In a few weeks time, Holi, the festival of colours is going to be celebrated all over India. For the past few decades, the diaspora of Indians all over the world also celebrate in varying shades. No pun intended!!
People from the outside, looking in, wonder, why do these crazy Indians smear colored powder on each other, throw buckets of colored water on people passing by and walk around streets holding “pichkaris’ (long and big syringes!) spraying passersby. We walk the streets to friends homes and go grab people out of hiding to smear and drench them in the variety of colours that we carry.
As a child I was never allowed to celebrate or play holi. Holi, is predominantly a Hindu festival and my grandparents who raised me believed that a Christian should not participate in festivities that were non Christian. I rebelled, kicked and screamed and was eventually locked up in my room for that day. I envied some of my cousins who went out and celebrated with their friends.
As soon as I became an adult, and for most Indian women that happens when they marry and leave for their husbands home, I celebrated Holi with wild abundance.
Today, I sit far away from the land of colours and look back and realise, that my grandparents were not really tyrants or bigots. They were from a different century and a different era. Life for them was limited, exposure to the world was limited, and words to express were limited. But the question I have today for everyone across different religious spectrums, is that why can’t we celebrate it as a time to cherish our Indian heritage, our culture? There is still, in this day and age so many ruptures on this fabric that we call life. Social Media, good or bad, allows you to see that some mindsets have not changed. There is a line, still. You are Hindu, I am Muslim, you are Christian, I am Jew. By smearing a little color on your friends, by wishing them in their own words on their celebration, you lose nothing. Religion and faith have their own place. No one can strip anyone off them being a Muslim, or a Hindu or a Sikh. It does not make you born again to a different religion. We need to embrace each others difference and celebrate or common heritage as Indians.
Today, as I look at our current world, nothing really is different and nothing seems to have changed from the mind set decades ago. We talk about being awake and woke, but are we really? So much in this day and age is ruptured. No two people seem to agree on anything, be it politics, be it faith, be it a choice in our clothes, be it farmers in India or be it the Pope on his visit to Iraq!
Can we not just be humans and find joy in a fellow human, regardless of our beliefs??
Wouldn’t the world be a happier place?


__ACTION ITEM__
Among the entries below, count the lines that contain the word "Forgot". Write down only the total.

BEGIN INPUT

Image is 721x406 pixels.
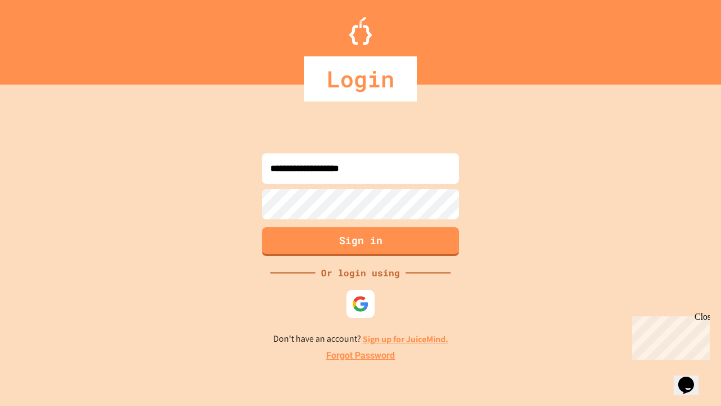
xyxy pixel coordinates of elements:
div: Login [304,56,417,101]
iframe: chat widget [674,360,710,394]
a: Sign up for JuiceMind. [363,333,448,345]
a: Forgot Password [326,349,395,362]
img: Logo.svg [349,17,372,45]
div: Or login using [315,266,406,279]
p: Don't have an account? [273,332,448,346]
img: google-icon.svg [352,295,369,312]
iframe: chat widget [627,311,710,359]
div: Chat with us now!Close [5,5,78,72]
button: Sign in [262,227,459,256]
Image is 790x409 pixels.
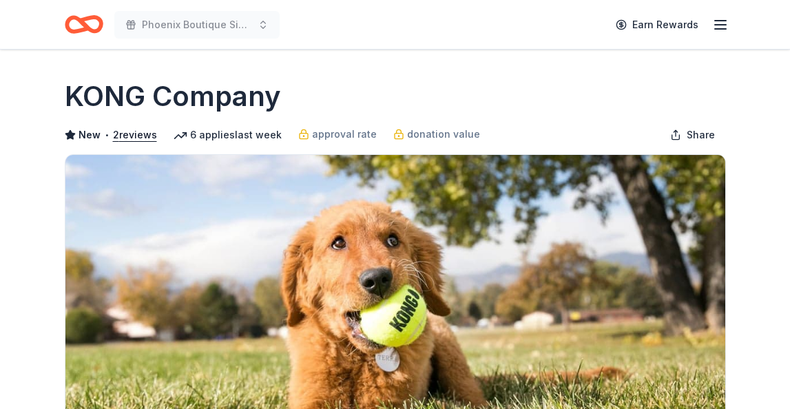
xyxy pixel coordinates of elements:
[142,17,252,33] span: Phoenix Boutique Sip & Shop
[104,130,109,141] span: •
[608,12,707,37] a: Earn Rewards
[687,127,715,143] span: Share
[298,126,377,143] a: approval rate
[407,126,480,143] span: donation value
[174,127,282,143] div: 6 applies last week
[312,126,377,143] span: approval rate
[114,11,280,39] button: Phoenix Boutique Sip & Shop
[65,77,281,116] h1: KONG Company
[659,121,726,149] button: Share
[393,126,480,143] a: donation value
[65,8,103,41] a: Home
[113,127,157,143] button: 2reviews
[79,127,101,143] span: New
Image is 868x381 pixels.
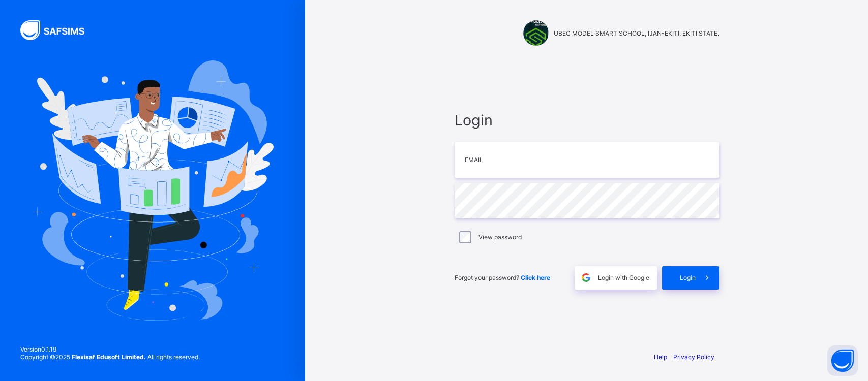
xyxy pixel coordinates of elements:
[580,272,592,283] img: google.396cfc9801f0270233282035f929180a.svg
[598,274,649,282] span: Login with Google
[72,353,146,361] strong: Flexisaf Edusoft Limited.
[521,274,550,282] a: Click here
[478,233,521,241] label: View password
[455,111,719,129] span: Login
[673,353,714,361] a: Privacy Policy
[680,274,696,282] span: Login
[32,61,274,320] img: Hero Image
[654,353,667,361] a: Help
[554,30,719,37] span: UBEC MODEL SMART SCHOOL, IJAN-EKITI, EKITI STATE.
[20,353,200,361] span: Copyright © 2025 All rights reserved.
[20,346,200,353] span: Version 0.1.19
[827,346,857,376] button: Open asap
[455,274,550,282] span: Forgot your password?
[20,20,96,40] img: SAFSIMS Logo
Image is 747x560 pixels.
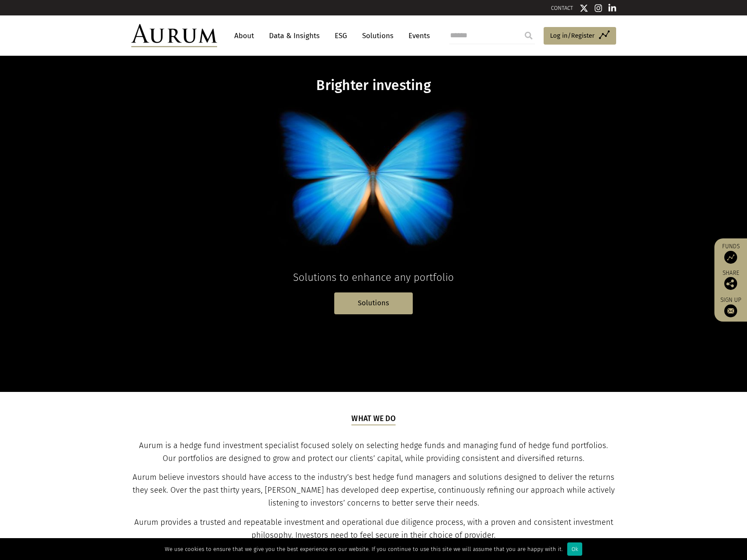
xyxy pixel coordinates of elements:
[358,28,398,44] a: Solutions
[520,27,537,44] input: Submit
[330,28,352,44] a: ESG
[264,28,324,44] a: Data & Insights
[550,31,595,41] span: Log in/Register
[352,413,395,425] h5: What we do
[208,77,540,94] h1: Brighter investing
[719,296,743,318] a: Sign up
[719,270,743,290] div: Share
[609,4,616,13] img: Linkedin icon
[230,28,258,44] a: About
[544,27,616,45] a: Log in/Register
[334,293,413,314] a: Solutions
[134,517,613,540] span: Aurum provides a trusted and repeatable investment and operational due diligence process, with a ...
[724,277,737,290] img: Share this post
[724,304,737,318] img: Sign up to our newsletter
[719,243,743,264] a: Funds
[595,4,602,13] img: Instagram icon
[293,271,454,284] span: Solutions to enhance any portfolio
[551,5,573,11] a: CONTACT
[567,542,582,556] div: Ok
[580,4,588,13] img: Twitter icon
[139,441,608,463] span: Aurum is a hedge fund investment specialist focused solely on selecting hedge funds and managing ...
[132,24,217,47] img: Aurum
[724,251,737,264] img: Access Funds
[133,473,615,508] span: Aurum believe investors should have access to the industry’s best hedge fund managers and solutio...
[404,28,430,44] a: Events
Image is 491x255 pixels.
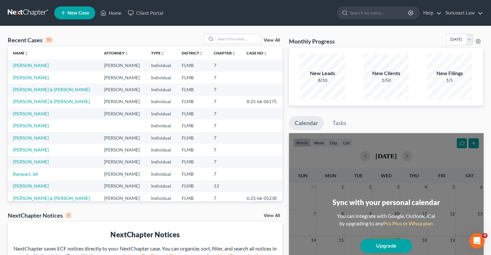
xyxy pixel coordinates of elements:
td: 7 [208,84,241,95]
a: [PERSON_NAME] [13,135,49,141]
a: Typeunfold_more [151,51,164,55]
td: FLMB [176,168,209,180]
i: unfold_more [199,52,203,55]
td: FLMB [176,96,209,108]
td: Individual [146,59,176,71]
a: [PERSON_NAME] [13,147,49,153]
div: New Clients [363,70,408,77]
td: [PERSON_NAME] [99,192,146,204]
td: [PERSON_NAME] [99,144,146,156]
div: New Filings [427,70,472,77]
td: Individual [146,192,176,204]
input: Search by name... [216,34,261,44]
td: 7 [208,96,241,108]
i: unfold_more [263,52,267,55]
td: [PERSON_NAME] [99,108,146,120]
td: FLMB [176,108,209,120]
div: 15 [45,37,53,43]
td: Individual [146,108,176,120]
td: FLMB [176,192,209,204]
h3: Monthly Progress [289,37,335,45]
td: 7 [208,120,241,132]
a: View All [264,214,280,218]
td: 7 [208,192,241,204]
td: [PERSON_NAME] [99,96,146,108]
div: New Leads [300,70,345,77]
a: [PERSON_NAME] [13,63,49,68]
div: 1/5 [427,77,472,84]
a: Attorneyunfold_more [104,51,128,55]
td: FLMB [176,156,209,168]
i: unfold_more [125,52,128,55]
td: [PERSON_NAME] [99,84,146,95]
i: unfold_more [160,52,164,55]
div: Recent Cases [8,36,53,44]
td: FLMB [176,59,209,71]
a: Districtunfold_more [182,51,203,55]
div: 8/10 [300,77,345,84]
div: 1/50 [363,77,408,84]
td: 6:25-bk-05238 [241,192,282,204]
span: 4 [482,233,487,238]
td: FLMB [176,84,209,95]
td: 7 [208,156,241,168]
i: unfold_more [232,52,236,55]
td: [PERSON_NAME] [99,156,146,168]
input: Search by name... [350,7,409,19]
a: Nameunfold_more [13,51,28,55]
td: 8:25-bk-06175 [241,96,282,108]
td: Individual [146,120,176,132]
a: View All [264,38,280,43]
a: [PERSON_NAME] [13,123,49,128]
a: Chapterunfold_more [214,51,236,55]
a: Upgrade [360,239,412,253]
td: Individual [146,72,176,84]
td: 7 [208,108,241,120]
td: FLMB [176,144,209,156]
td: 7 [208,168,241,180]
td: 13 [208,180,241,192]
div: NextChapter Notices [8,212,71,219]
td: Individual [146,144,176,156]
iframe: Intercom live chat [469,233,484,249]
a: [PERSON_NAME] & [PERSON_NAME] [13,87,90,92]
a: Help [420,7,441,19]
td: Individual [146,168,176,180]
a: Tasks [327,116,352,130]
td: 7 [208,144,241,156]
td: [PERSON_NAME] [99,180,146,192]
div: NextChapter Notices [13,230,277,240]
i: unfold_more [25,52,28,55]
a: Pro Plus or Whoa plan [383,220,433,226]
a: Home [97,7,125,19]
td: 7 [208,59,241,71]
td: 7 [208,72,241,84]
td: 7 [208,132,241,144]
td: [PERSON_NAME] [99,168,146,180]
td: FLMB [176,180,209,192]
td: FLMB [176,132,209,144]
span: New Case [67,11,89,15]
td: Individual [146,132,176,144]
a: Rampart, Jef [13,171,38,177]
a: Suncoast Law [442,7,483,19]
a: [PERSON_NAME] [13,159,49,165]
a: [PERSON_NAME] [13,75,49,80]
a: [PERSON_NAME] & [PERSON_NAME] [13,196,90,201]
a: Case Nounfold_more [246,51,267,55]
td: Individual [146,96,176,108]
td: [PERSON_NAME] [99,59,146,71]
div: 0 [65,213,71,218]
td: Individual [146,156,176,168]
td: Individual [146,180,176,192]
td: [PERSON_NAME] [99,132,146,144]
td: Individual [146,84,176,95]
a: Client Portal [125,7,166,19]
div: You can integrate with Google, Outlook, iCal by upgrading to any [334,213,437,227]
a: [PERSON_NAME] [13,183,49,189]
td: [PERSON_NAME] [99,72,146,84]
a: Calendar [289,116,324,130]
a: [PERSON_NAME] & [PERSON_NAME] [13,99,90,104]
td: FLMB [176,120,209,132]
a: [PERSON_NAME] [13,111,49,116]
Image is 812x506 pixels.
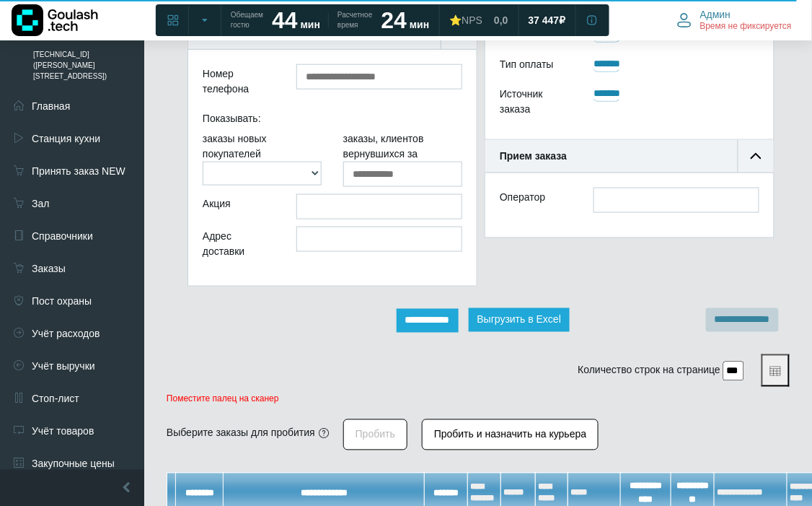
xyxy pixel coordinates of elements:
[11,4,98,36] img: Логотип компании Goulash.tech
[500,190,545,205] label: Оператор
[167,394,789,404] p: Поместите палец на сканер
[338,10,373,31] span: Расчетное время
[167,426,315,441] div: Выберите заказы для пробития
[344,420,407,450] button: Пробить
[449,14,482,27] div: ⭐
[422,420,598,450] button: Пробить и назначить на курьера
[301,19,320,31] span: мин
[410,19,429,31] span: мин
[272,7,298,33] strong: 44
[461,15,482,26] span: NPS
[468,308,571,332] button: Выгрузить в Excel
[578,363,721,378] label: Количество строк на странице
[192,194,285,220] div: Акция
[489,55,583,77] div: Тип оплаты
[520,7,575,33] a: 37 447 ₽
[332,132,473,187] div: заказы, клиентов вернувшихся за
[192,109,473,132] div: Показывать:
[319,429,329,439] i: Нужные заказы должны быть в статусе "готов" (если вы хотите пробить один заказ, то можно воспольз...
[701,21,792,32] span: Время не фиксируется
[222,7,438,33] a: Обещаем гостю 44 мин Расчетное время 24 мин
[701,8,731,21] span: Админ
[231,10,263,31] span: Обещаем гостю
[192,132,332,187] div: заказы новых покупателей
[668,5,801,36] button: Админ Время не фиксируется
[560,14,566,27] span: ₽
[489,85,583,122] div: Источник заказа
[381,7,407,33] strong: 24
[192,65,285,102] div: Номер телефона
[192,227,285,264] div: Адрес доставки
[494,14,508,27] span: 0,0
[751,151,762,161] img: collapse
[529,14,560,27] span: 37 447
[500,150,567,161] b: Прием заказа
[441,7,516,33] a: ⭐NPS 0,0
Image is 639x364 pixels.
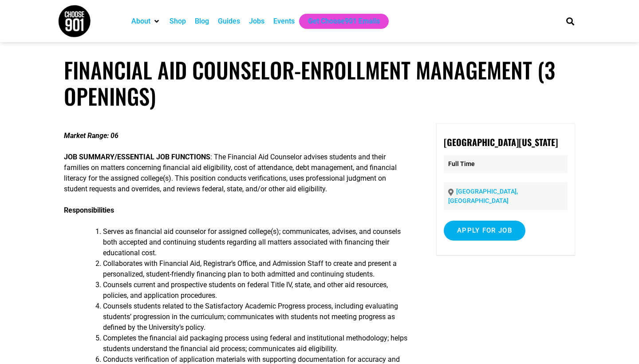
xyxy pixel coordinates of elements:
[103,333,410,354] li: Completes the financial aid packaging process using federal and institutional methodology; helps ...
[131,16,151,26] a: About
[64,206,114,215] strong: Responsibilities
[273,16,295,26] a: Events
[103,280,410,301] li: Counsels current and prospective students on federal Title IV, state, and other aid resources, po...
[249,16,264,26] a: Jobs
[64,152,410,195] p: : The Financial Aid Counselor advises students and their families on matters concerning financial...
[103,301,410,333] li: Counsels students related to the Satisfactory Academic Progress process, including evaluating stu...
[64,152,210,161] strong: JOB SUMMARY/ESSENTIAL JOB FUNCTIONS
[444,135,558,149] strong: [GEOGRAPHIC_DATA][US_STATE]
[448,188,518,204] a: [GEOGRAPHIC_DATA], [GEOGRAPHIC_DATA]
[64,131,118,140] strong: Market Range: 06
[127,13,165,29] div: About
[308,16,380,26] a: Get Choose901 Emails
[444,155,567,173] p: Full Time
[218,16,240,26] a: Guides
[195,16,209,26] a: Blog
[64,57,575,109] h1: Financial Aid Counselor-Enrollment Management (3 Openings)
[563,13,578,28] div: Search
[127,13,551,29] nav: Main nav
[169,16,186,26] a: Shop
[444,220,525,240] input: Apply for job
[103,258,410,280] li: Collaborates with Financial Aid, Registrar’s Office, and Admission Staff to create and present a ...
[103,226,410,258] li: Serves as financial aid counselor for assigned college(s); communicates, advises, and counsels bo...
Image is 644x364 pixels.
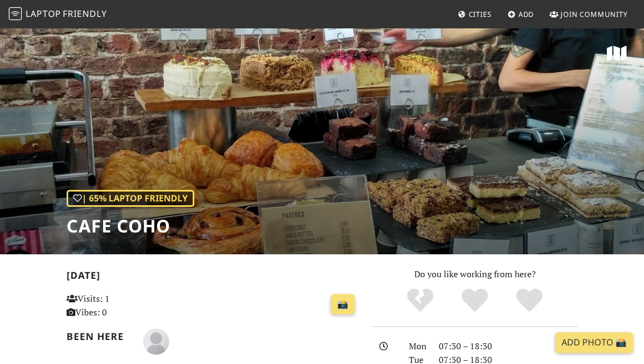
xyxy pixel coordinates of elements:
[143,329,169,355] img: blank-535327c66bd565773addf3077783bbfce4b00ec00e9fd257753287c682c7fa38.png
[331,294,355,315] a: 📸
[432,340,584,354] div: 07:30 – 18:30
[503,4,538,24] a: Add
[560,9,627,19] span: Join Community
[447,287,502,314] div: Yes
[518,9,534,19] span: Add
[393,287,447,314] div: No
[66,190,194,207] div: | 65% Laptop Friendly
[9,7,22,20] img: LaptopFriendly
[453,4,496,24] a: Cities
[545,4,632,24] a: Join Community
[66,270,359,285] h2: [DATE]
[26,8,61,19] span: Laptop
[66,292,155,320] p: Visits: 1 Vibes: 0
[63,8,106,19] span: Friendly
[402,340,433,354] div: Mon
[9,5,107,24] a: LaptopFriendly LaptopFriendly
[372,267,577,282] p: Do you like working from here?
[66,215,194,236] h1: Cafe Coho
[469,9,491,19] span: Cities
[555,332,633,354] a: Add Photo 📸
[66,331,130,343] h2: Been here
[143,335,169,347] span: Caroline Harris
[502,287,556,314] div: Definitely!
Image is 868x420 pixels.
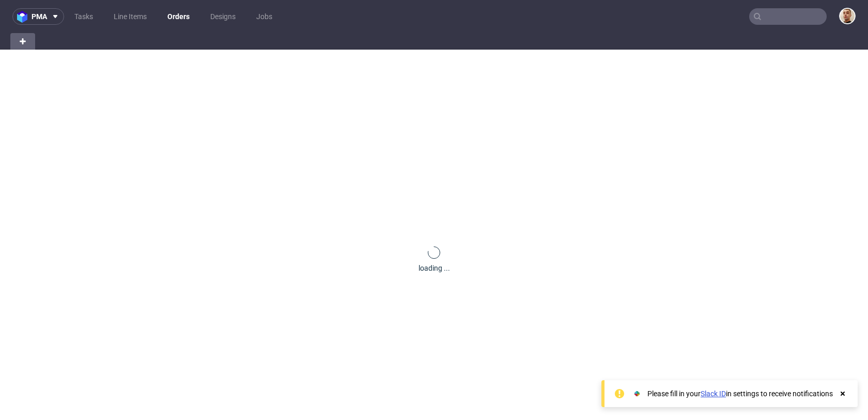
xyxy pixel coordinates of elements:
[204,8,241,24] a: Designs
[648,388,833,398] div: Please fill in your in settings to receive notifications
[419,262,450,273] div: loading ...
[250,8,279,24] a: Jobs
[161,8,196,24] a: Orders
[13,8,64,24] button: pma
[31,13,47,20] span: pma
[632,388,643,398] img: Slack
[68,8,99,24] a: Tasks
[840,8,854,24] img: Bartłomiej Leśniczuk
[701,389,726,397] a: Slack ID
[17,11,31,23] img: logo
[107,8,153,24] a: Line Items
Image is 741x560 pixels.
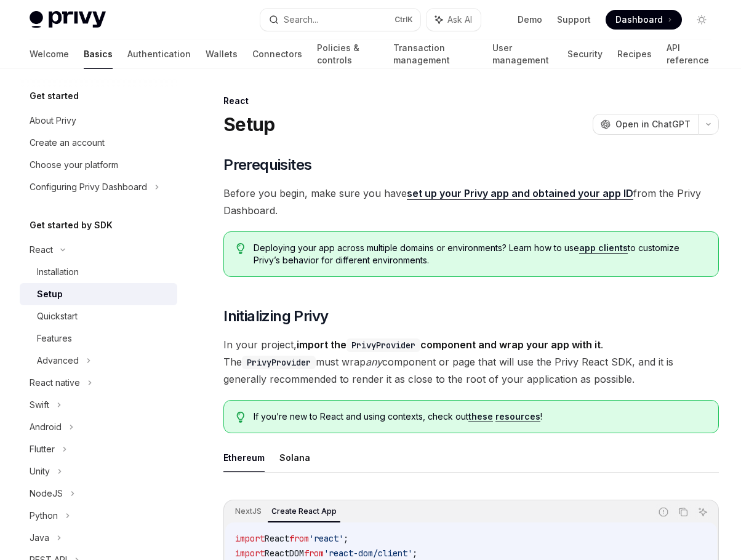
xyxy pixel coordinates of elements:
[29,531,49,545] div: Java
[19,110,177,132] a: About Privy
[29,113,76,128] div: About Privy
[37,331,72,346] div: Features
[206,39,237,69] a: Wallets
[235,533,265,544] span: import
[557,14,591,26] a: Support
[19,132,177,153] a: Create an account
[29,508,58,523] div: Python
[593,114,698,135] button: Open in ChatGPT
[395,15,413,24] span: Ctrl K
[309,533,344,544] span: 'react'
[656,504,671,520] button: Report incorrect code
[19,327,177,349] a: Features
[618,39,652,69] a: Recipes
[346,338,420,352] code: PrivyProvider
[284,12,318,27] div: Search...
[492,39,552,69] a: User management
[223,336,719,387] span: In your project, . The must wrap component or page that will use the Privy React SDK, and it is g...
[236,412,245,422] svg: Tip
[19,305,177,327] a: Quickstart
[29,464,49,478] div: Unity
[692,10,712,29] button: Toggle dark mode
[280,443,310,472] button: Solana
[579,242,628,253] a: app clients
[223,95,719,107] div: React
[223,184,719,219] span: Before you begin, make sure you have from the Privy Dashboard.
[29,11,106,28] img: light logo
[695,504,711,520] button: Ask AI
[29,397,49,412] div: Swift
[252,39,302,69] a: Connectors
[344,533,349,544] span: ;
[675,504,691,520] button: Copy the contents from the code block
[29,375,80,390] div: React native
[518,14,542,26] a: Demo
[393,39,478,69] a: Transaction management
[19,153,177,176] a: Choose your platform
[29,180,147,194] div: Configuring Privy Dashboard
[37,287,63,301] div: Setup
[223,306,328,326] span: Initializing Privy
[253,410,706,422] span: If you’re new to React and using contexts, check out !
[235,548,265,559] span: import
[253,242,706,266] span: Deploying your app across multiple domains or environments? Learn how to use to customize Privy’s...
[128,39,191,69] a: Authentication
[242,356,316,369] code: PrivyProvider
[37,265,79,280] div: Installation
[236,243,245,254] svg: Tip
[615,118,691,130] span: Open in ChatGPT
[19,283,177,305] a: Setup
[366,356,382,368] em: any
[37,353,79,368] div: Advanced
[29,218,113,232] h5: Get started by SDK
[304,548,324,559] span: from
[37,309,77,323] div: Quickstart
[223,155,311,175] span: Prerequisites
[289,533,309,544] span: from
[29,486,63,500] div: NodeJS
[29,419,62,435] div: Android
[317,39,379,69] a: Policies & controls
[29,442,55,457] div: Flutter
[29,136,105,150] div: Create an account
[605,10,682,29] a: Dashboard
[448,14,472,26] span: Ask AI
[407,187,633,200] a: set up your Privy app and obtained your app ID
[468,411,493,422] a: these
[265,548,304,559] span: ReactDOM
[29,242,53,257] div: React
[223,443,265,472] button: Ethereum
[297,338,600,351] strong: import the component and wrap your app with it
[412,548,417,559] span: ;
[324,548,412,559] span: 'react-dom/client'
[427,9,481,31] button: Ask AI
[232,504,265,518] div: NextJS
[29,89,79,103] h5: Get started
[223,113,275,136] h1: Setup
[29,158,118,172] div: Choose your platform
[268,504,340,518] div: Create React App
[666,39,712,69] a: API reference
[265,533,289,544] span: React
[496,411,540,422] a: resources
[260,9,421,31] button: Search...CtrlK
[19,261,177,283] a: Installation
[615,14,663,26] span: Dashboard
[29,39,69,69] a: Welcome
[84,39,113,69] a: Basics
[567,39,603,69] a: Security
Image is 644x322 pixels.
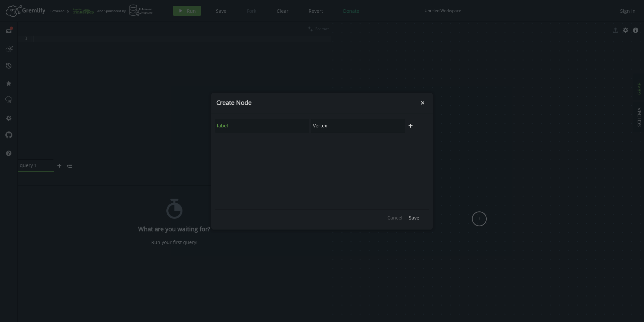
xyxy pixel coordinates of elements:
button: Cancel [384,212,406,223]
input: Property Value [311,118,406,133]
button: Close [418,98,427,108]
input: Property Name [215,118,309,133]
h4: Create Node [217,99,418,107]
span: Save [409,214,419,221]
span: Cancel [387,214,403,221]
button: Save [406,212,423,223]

END INPUT

__YOUR RESPONSE__
2